After the Independence, the Dalits became the full citizens of India by a constitution written under the auspices of the colonial government and piloted by Dr Ambedkar, a Dalit. As Dalits became more assertive, they began to face horrible atrocities reminiscent of those against the Blacks after the Emancipation. The Indian state, now nominally a democracy, functioned on the template prepared by Gandhi and the conservatives surrounding him. Nehru who saved India from a Gandhian apocalypse, however, had very little understanding of caste. As attested by Discovery of India, he had a sneaking admiration for Brahminism. Besides, as an upper caste leader, at heart, he was well aware of the danger of empowering Dalits or taking any measure to ensure their security. An incident, in an ugly manner, revealed Nehru’s attitude to casteism. In September 1949 India raised the matter of the segregation and other disabilities faced by Indians under the apartheid regime in South Africa. When the General Assembly was still in session, Rau ( make no mistake, a proper Brahmin ) India’s permanent representative to the UN proposed a compromise.

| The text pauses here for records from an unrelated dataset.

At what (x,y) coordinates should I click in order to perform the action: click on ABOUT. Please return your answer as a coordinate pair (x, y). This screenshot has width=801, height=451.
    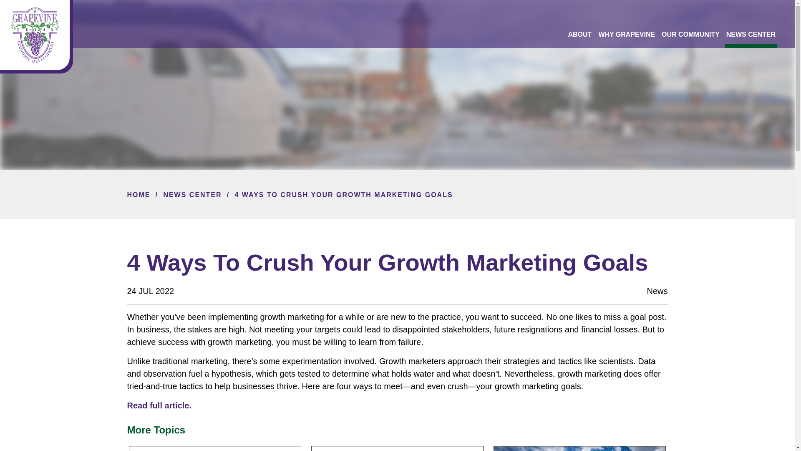
    Looking at the image, I should click on (580, 34).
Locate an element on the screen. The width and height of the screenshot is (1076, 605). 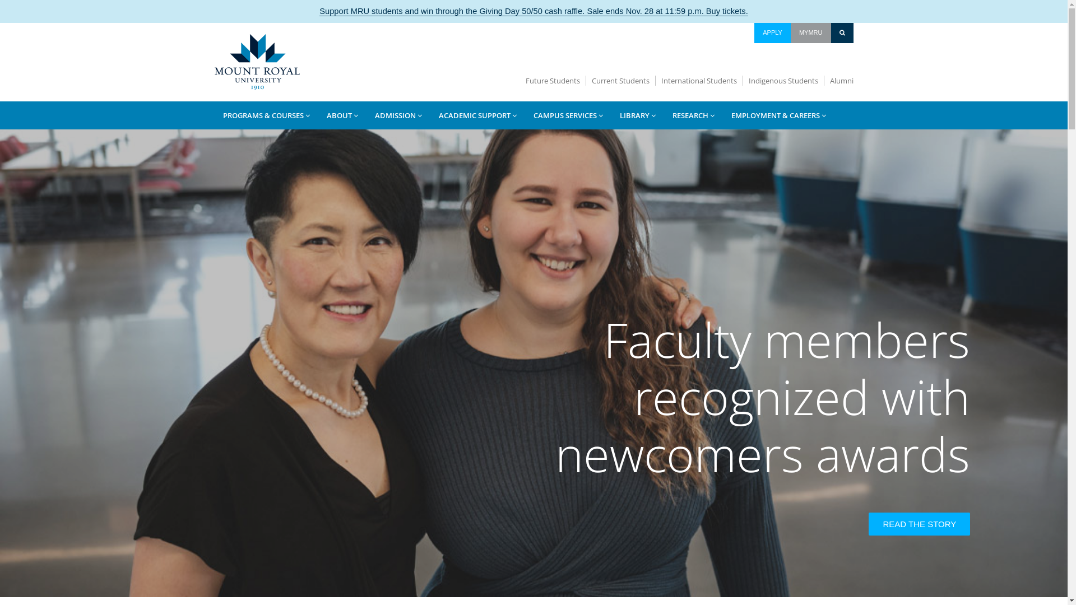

In his ‘private and secret’ conversation with the SA counterpart, he confessed ” the feverish attempts in his country to destroy all caste inequalities .. in actual practice amounted to discrimination against the erstwhile ruling castes such as Brahmins “.He also pointed out most of the Indians who went there as indentured labourers were from the shudra and Dalit castes and therefore ‘ did not belong to the best type ‘.So he proposed a compromise formula – to offer citizenship to “.. a small number, say 10, from the cultured and best type of Indians ( read upper caste) “.In reality, India offered a casteist solution to the Apartheid which alas, was turned down by the Apartheid regime. Now as the Foreign Affairs ministry at that time was under Nehru, was it possible without his tacit consent?

Caste atrocities in their nature are not different from racist violence. When Berwa, a Dalit activist based in New York, approached the UN to redress caste-related violence, Mrs India Gandhi, the then Prime Minister, got angry. Since then all such attempts were opposed tooth and nail by the Indian government arguing, rather speciously, that caste does not come under race. Recent genome studies prove that caste has a strong element of what previously called ‘ race ‘.That apart, the UN document makes it clear that racial discriminations come under the ones based’ on descent ‘ or birth. Isn’t caste discrimination based on one’s birth? Now, why were the Indian authorities so apprehensive about caste oppression coming under racial discrimination? Because it would bring pressure on the Indian state to dismantle caste and make it accountable to the UN for caste-related discriminations and violence. The Indian elite, carrying the legacy of Manu and Gandhi, must resist such a possibility to buttress Varnashrama forms the basis of the Indian Republic. As with all their democratic pretensions, the USA and Australia have been white republics, India, even more egregiously, is a Brahminical one.